Power to the people. But which people?

May 27, 2009 2:25 pm

Power to the PeopleThe Labour movement column

By Anthony Painter / @anthonypainter

Let’s be honest. There is much that is sensible and welcome in David Cameron’s contribution to the reform debate in yesterday’s Guardian. It is a feature of his leadership style that he jumps on every passing bandwagon. He often seems to land in the front cabin. So we find ourselves responding.

In proposing a more active local democracy, in suggesting some practical – though still insufficient – reforms to the executive-parliament relationship and in some proposals for greater transparency, his arguments have merit. Having written on my blog on Sunday that PR systems become more about elite bargaining than creating a more direct voter-representative relationship, I can hardly disagree when he says:

“Proportional representation takes power away from the man and woman in the street and hands it to political elites.”

It should be said that this is not an argument against all electoral reform. The Alternative Vote seems to be a system that would improve democratic engagement and reduce the power of the political classes. But I do share a concern that PR could exacerbate the democratic gulf that has opened up if it’s not properly thought through.
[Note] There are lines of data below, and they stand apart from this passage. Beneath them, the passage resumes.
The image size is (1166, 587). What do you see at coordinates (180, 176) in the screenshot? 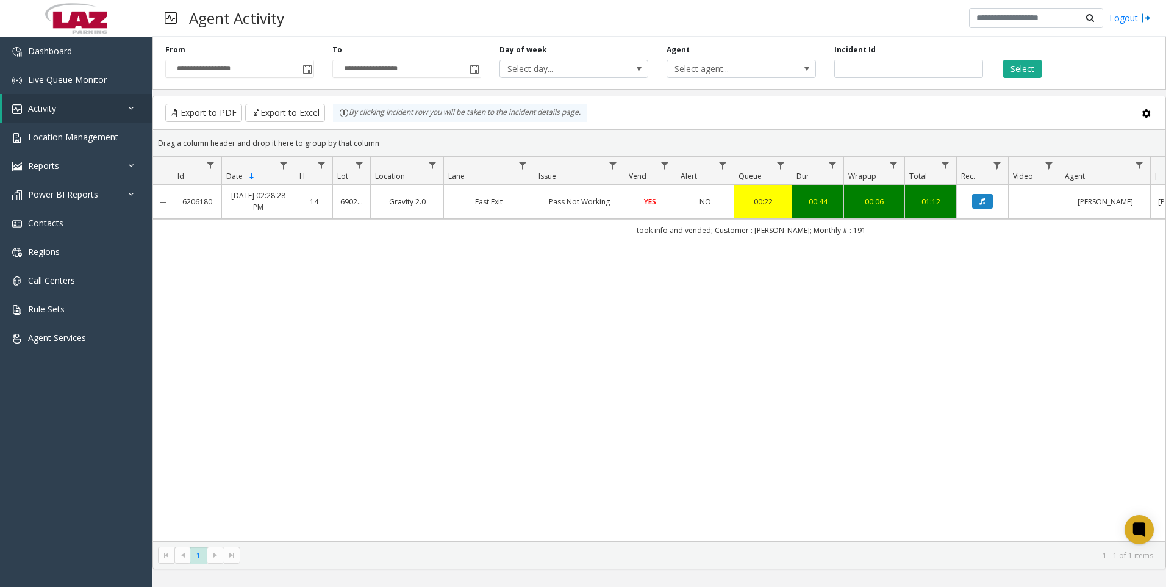
I see `span: Id` at bounding box center [180, 176].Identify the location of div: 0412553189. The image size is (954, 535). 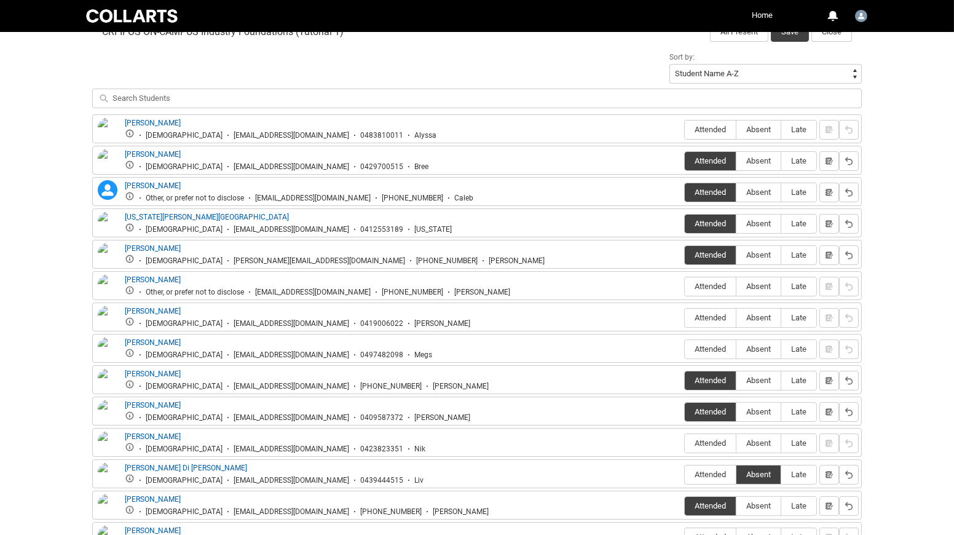
(382, 229).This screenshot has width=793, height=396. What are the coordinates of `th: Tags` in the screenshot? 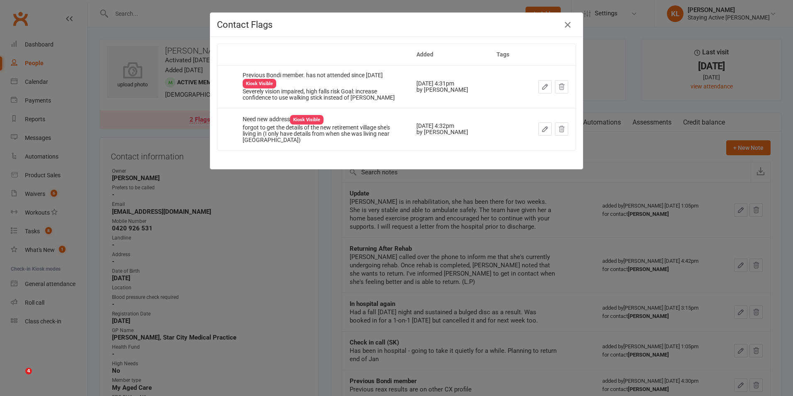 It's located at (506, 54).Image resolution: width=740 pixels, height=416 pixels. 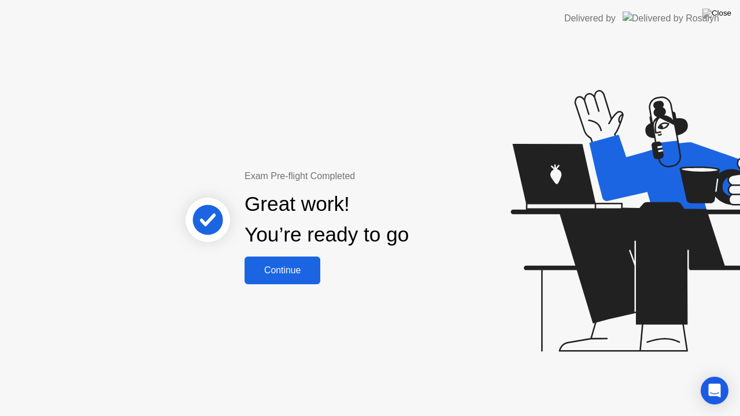 I want to click on div: Delivered by, so click(x=589, y=18).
Mr Cameron’s piece is headlined: “We need a massive, radical redistribution of power.” How does it measure up to such grandiose claims? Actually, what he’s proposing is a redistribution of power. It’s just that power will more often be re-distributed to those with rather than without. It is, in many ways, a charter for insiders against outsiders.

Let’s take two examples:

Mr Cameron proposes to remove national planning targets and Regional Development Agencies altogether. He would allow local councils to determine how many new houses are built in their area. It sounds good: localism in action. But the simple fact is that the number of households is expanding and if there is not sufficient accommodation then rents and house prices will rise considerably. Who benefits? Well, it’s those who currently own property. It redistributes from those without to those with.

Devolve power to the lowest possible level. By all means local authorities should have control over design standards, townscape, where new property is built and the facilities that need to go along with that. What they cannot do is refuse to build in sufficient quantum to enable outsiders – those who do not own property – to afford a house either to rent or buy. Remember, local bureaucracies can be just as inefficient or ineffective as central ones and they are more prone to capture by insider interests.

Now let’s take a look at his proposals for ‘parent power.’ Again, it sounds fine in practice – of course parents should have a say over the schools that their children attend. But get it wrong and you’ve got a classic insider-outsider conflict yet again. Cameron’s proposals are on the wrong side of that line. Parents as insiders can capture an institution and gear it to their interests over the interests of the local community – many of whom are outsiders. Even with legal constraints there are distribution issues both between the school and the local community and within the school itself. A parental voice alongside that of the local community and professionals is welcome. Parental control is not. There are not sufficient safeguards in what Mr Cameron is offering to militate against this.

In the United States, the charter school initiative has shown some startling results (though not without controversy.) School management organisations such as Green Dot, KIPP, and the Harlem Children’s Zone have, in a variety of ways, radically improved success in some of the most trying school districts. They have done it through innovation and enabling teaching staff to do what they do best.

These examples show that redistribution needs to be about opportunity and outcomes, not just voice. If you don’t look at all three things together then it can go terribly wrong. There is a strong suspicion that will be the case with much of what David Cameron is proposing. Stephan Shakespeare reminds us of Mr Cameron’s ‘strong interest in opinion polls.’ That much is clear in his reform programme. It has the feel of a hastily assembled bunch of crowd-pleasing ideas, so it’s hardly surprising that there’s something for everyone – myself included.

Changing Britain – making it a fairer, greener, safer place with more opportunity in his own formulation – will require a much more profound understanding of the interaction of social, political, economic and environmental change than any set of opinion polls can offer. The change that we are crying out for needs greater and more subtle thinking than the Leader of the Opposition has displayed thus far. The suspicion must be that it’s beyond him. Nowhere are his shortcomings more evident than in his ridiculous assertion that the Lisbon Treaty constitutes a massive shift of power to the EU. Nowhere does he justify this. He just keeps on asserting it.

When he comes to pull the lever of influence on, say, environmental policy, he will find it strangely detached. His goals sound fine – they are progressive goals after all. However, it is in the means where things collapse. You don’t achieve progressive ends with conservative means. You achieve conservative ones.

Should he become PM, his policies suggest a Britain that is less fair, less green, and with less opportunity other than for the lucky few. Should he get to step off the bandwagon to initiate a political shake-up, it may not feel that way to most. It could well have the feel of a shake-down.